“Of course.”
He gazed across the lawn, wishing he weren’t the one who had to break the news. “Winnie… The lights are on in the carriage house.”
Several beats of silence stretched between them before she replied in a voice that was soft, almost toneless. “She’s back.”
“It seems that way.”
Winnie wasn’t an insecure teenager any longer, and an edge of steel undercut her soft Southern vowels. “Well, then. Let the games begin.”
Winnie returned to her kitchen in time to see Leeann Perkins flip her cell phone closed, her eyes dancing with excitement. “Y’all aren’t going to believe this.”
Winnie suspected she’d believe it.
The four other women in the kitchen stopped what they were doing. Leeann’s voice had a tendency to squeak when she was excited, making her sound like a Southern Minnie Mouse. “That was Renee. Remember how she’s related to Larry Carter, who’s been working at the Quik Mart since he got out of rehab? You’ll never guess who stepped up to the register a couple of hours ago.”
As Leeann paused for dramatic effect, Winnie picked up a knife and forced herself to concentrate on cutting Heidi Pettibone’s Coca-Cola cake. Her hand barely trembled.
Leeann shoved her cell in her purse without taking her eyes off them. “Sugar Beth’s back!”
The slotted spoon Merylinn Jasper had been rinsing off dropped in the sink. “I don’t believe it.”
“We knew she was coming back.” Heidi’s forehead puckered in indignation. “But, still, how could she have the nerve?”
“Sugar Beth always had plenty of nerve,” Leeann reminded them.
“This is going to cause all kinds of trouble.” Amy Graham fingered the gold cross at her neck. In high school, she’d been the biggest Christian in the senior class and president of the Bible Club. She still had a tendency to proselytize, but she was so decent the rest of them overlooked it. Now she set her hand on Winnie’s arm. “Are you all right?”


▶ [Task goal]:
Check each line of the listing below for the string "Contact", and copy the ones that have it.

▶ [Given records]:
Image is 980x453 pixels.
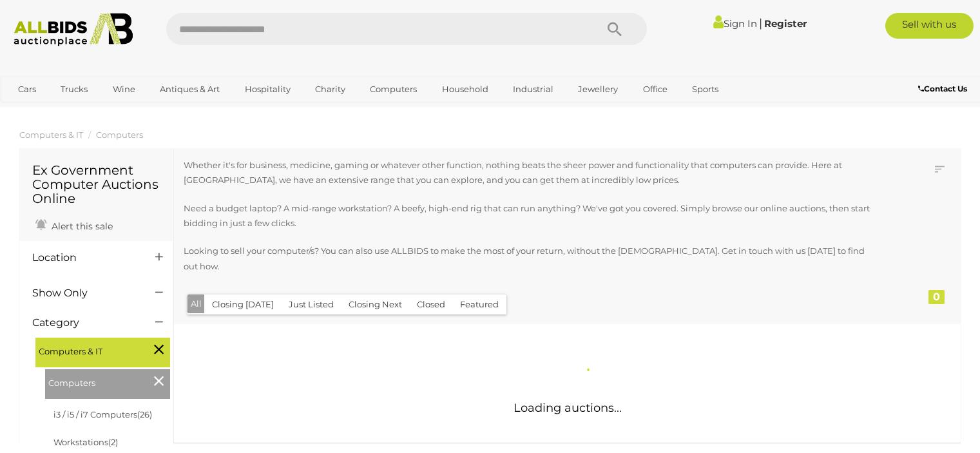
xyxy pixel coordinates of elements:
a: Industrial [504,78,562,100]
a: Wine [105,78,144,100]
span: Alert this sale [48,220,113,232]
a: Workstations(2) [54,436,118,447]
a: Hospitality [236,78,299,100]
a: Computers [96,129,143,140]
a: Trucks [52,78,96,100]
a: Contact Us [918,82,970,96]
a: Alert this sale [32,215,116,235]
h4: Category [32,317,136,328]
a: Office [634,78,676,100]
span: (2) [108,436,118,447]
a: Sports [684,78,727,100]
a: Sign In [713,17,757,30]
div: 0 [928,290,944,304]
a: Computers & IT [19,129,83,140]
button: Closed [409,295,453,315]
a: Computers [362,78,425,100]
a: Jewellery [570,78,626,100]
h4: Location [32,252,136,264]
a: Sell with us [885,13,974,39]
button: Search [583,13,647,45]
a: i3 / i5 / i7 Computers(26) [54,409,152,419]
a: Household [434,78,497,100]
b: Contact Us [918,84,967,94]
span: (26) [137,409,152,419]
button: Featured [452,295,506,315]
button: Just Listed [281,295,342,315]
a: Register [764,17,806,30]
button: All [187,295,205,313]
p: Whether it's for business, medicine, gaming or whatever other function, nothing beats the sheer p... [184,158,877,188]
a: Charity [306,78,354,100]
button: Closing [DATE] [205,295,282,315]
span: Computers & IT [39,341,135,359]
span: Loading auctions... [514,401,622,414]
span: | [759,16,762,30]
p: Need a budget laptop? A mid-range workstation? A beefy, high-end rig that can run anything? We've... [184,201,877,231]
img: Allbids.com.au [7,13,140,46]
a: [GEOGRAPHIC_DATA] [10,100,118,121]
button: Closing Next [341,295,410,315]
a: Antiques & Art [152,78,228,100]
a: Cars [10,78,45,100]
p: Looking to sell your computer/s? You can also use ALLBIDS to make the most of your return, withou... [184,244,877,274]
span: Computers [48,372,145,390]
h1: Ex Government Computer Auctions Online [32,163,160,205]
h4: Show Only [32,287,136,299]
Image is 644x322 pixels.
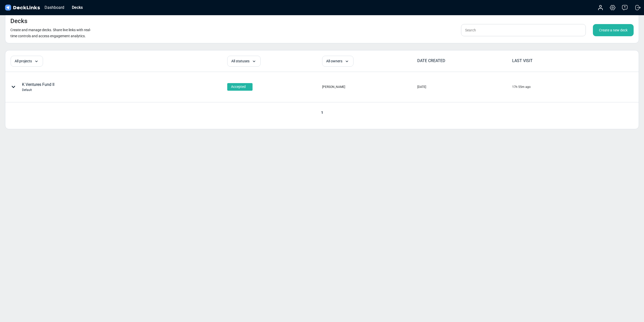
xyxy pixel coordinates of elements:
[4,4,41,11] img: DeckLinks
[227,56,260,67] div: All statuses
[322,56,353,67] div: All owners
[593,24,634,36] div: Create a new deck
[231,84,246,89] span: Accepted
[513,57,607,63] div: LAST VISIT
[418,85,427,89] div: [DATE]
[319,110,325,115] span: 1
[69,5,85,11] div: Decks
[513,85,531,89] div: 17h 55m ago
[11,28,91,38] small: Create and manage decks. Share live links with real-time controls and access engagement analytics.
[11,17,27,25] h4: Decks
[461,24,586,36] input: Search
[11,56,43,67] div: All projects
[322,85,345,89] div: [PERSON_NAME]
[42,5,67,11] div: Dashboard
[22,82,54,92] div: K Ventures Fund II
[22,88,54,92] div: Default
[418,57,512,63] div: DATE CREATED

▶ [Written answer]:
a: Contact Us [918,82,970,96]
b: Contact Us [918,84,967,94]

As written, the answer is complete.